Tina vanished. As Mick swung her legs over the side of the bed and faced a momentarily daunting dilemma—all her belongings were in the second bedroom, clear on the other side of the house—she heard Tina moving around in the kitchen. Luckily, the towel Mick had been wearing earlier was on the floor. Picking it up, wrapping it around herself, she went into the bathroom, which, like the rest of the place, was gorgeous. Some minutes later, with her face washed, her teeth brushed (courtesy of a new toothbrush in the medicine cabinet), and her hair brushed as well, wearing a white toweling bathrobe she had found hanging on a hook inside the door that she presumed was Jason’s and was way too big for her, she made her way to the kitchen.

“Coffee?” was how Tina greeted her.

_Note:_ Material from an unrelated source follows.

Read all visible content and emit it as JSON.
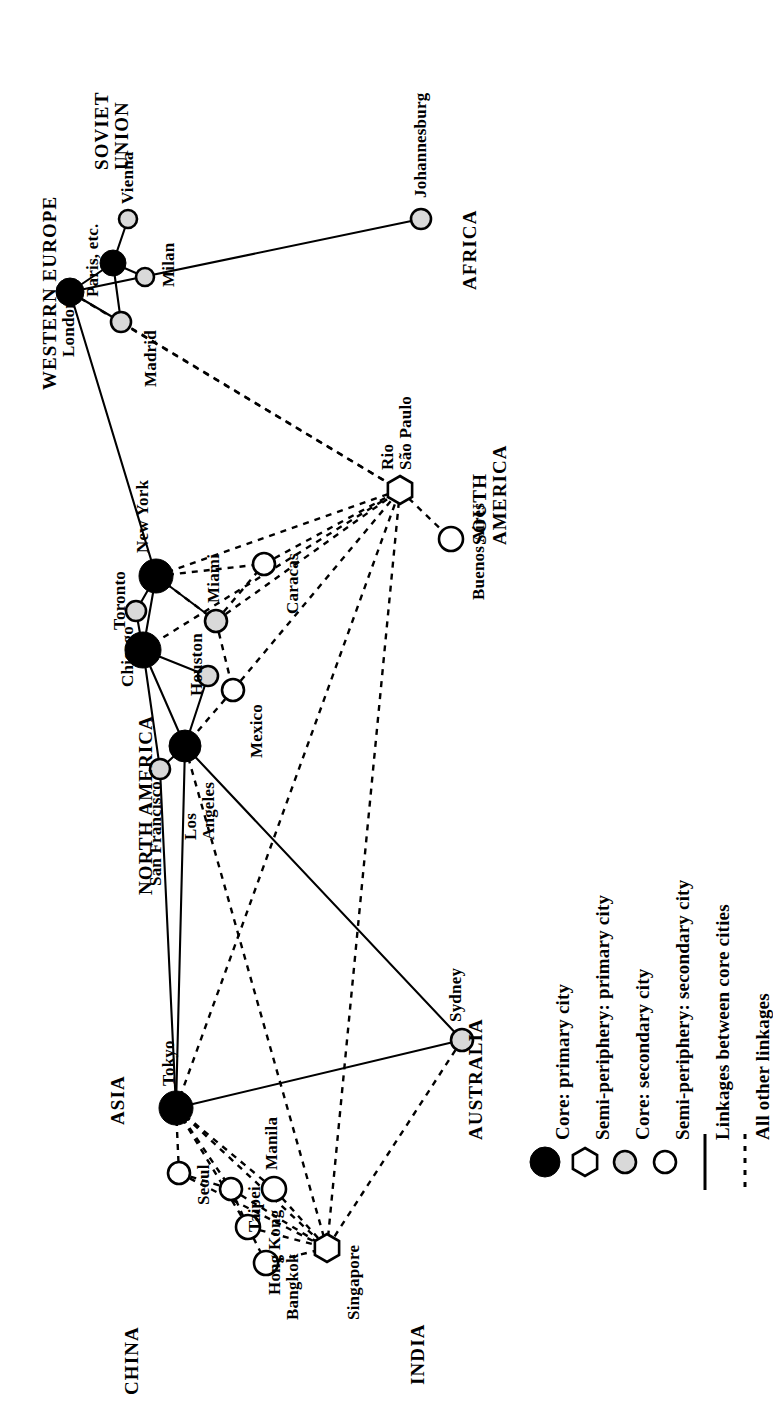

The smell was already filling the air, and Mick nodded appreciatively before sliding onto a stool at the breakfast bar. Immediately she spotted Iggy, looking like a minidragon, with his spikes and warts and long, pointed tail. This morning he was hunkered down on the kitchen floor, placidly munching chunks of what looked like apple out of a red pottery bowl. He paid not the least attention to her, and since Tina seemed perfectly fine with an iguana at her feet, Mick decided that the only thing to do was pretend he was a cat and quit worrying about him. She transferred her gaze to Tina, who was wearing pink Bermuda shorts and a floaty, multicolored top that had iridescent threads and made Mick think of butterfly wings. Her blond hair was twisted up, and her earrings were sparkly glass chandeliers that caught the light like prisms. And light there was, in abundance. The glass wall made the living area as bright as the day outside; sunlight sparkled everywhere. The lawn, the beach, the bay—the view could have graced a postcard. As Tina poured coffee and set it in front of her, Mick saw that the other woman had been busy making, if she had to judge from the ingredients on the countertop, chicken salad.

“I went ahead and made lunch, too,” Tina added. “Chicken salad. I
hope you like it?” Mick answered affirmatively, and Tina turned back to what she was doing. “It beats Jason’s favorite, which is bologna. Probably because all you have to do is slap packaged meat between bread and eat.”

Both of them laughed. Mick took an appreciative sip of coffee. It was really good, and she felt really good. Rested, restored and … happy. When she contemplated the undoubted reason why she was feeling so good, warmth radiated inside her like her own little personal sun. All she had to do was glance out the window at that beach, and she started glowing all over again.

“So Jason runs a shipping company?” Mick asked as she took another sip of coffee and Tina set a plate that included a sandwich and some kind of fruit salad in front of her. She was dying to know more, but she wanted to be delicate about it. The last thing she wanted was for Tina to think she was trying to pump her for information, even if she was.